It is unfortunate that an account of historical geology should necessarily begin with the most difficult and obscure part of the whole subject, but the treatment must be in accordance with the chronological order, and the oldest rocks are the least intelligible. The ordinary criteria of the historical method, namely, the strati-graphical succession and the comparison of fossils, fail us here almost entirely, and the only way of correlating the rocks of different regions and continents is by means of the characters of the rocks themselves. In the present state of knowledge, "lithologi-cal similarity" is not a safe guide. So many metamorphic rocks, once referred to the Archaean, have proved to be of much later date, that some cautious geologists, who have no confidence in "lithological similarities," prefer not to use the term Archcean at all, but to employ local terms for the oldest crystalline rocks exposed in a given district.

The Archaean includes the most ancient rocks, often spoken of as the "basement, or basal complex." Its antiquity is best assured in regions where it is separated by thick series of sedimentary or metamorphic rocks from the Lower Cambrian, which can be certainly identified by its fossils. The character and relations of the pre-Cambrian rocks differ so much in different areas that it will be best to describe them in two or three typical regions. In the Canadian provinces of Quebec and eastern Ontario and in the Adirondack Mountains, the oldest rocks are a series of intensely metamorphosed sediments, including great bodies of limestones, quartzites, schists, etc. In the Adirondacks, especially, this series is invaded by enormous bodies of intrusives, which preceded and were involved in a great period of metamorphism. In eastern Ontario the thickness of the metamorphosed sedimentaries is exceedingly great. "Along its whole northern border this sedimentary series is torn to pieces by an enormous volume of gneissic granite of igneous origin which rises from beneath it, and which along its margin also wells up through it in the form of great intrusive bathyliths." Though underlying the metamorphosed sediments of the Grenville series, the gneissic granite, or Laurentian is the younger, as the contact is an intrusive one.

In the region around Lake Superior the pre-Cambrian rocks are displayed in enormous thickness and are divided into groups by four great unconformities. Of these the most ancient is the Kee-watin, intensely metamorphosed rocks derived from the transformation of lava flows, tuffs, and other volcanic rocks, with some of sedimentary origin, and forming a great series of schists, which are underlaid and penetrated by the Laurentian gneissic granites. It immediately suggests itself that the Grenville series of the east is the equivalent of the Lake Superior Keewatin, but the committee of the Canadian and United States Geological Surveys, which has investigated these problems, report that they consider it "inadvisable in the present state of our knowledge to attempt any correlation of the Grenville series with the Huronian or Keewatin." The classification proposed by the committee is contained in the subjoined table, though emphasis must again be laid upon the fact that no equivalence between the Grenville and the Keewatin is asserted.

They may be separated by vast periods of time, and yet both must be older than the intrusion of the Laurentian granites.

Pre-Cambrian Rocks

Lake Superior Region

Eastern Region

Keweenawan

Unconformity

Huronian

Upper

Unconformity

Middle

Unconformity

Lower

Unconformity

Keewatin

Grenville series

Intrusive contact

Intrusive contact

Laurentian

Laurentian

N.B. - In the classification adopted in this book the Archaean comprises the Keewatin and Laurentian and probably also the Grenville series.

The Archaean, then, is composed of completely crystalline rocks of various types. Massive rocks, such as granite and basic erup-tives, and foliated rocks, like gneissoid granite, gneiss, many varieties of schists, are intermingled in the most intricate way, a characteristic well expressed in the oft-used phrase of the basal or fundamental complex for the Archaean. The component mineral particles show plainly the intense dynamic metamor-phism to which they have been subjected, in their extremely complex arrangement and in their laminated and crushed condition. The rocks thus referred to the Archaean are not necessarily all of the same age, but they are all of vast antiquity and older than any other known series. They are of very great but unknown thickness, for the bottom of them is nowhere to be seen, and even when thrown up into mountain ranges, erosion has in no case cut so deeply into these rocks as to expose anything different below them.

The reason for uniting these rocks into one group is not merely their likeness in composition, which is not a sufficient criterion, but because of their unique and uniformly complex structure, their resemblance to one another and difference from any other group of rocks, and their invariably fundamental position.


* Requirement *
Could you filter the data below down to the lines that hold the word "Venn"?

* Given information *
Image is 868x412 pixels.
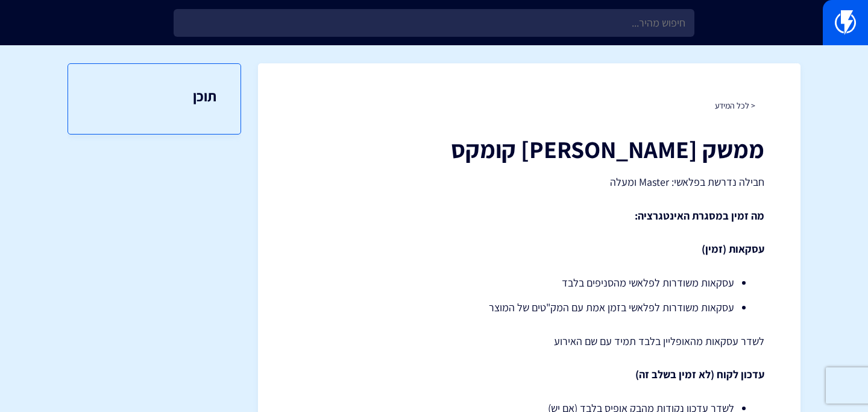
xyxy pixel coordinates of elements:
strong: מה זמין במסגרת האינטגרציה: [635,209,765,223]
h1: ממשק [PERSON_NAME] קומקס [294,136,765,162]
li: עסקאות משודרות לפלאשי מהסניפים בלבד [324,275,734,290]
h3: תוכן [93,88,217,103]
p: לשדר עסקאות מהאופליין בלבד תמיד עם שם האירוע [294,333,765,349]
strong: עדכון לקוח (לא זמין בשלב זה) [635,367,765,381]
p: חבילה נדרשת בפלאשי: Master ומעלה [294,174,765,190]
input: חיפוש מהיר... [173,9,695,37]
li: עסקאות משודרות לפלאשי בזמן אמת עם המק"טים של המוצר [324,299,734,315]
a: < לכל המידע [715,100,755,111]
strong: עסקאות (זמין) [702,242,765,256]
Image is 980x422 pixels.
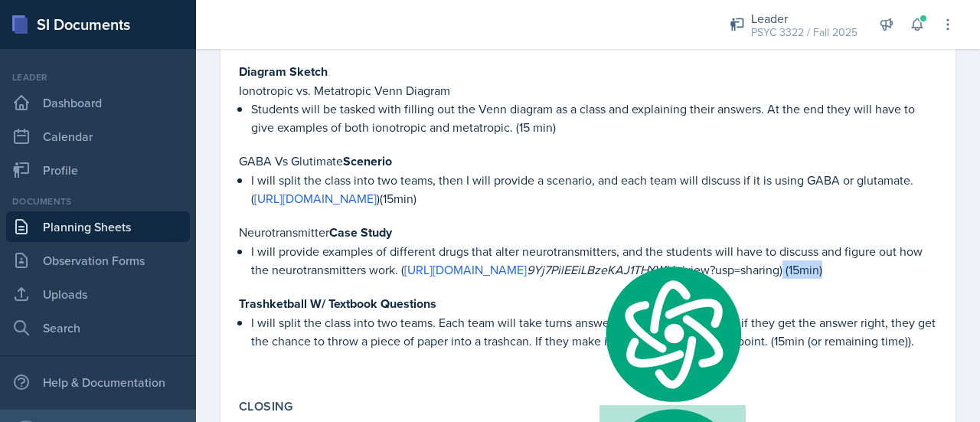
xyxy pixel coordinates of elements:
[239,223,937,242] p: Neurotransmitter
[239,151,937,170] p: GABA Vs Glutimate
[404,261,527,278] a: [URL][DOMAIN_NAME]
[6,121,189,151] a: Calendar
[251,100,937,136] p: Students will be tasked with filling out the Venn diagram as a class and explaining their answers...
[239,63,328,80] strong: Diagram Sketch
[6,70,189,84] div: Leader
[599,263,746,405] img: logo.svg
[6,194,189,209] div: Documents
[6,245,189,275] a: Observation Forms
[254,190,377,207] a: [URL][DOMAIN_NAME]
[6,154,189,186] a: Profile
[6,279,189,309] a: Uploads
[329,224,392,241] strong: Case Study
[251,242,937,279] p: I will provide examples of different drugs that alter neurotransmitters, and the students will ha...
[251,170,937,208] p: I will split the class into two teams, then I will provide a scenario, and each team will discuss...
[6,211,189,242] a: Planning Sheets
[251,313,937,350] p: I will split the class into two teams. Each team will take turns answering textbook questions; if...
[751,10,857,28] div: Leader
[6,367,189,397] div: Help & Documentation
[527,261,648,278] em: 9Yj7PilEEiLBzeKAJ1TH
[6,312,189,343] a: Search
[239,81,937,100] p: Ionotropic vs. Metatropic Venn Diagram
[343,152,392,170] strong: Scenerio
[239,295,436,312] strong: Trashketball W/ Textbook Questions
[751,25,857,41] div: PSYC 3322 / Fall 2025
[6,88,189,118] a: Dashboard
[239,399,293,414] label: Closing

* Reply to the exercise *
[251,100,937,136] p: Students will be tasked with filling out the Venn diagram as a class and explaining their answers...
[239,81,937,100] p: Ionotropic vs. Metatropic Venn Diagram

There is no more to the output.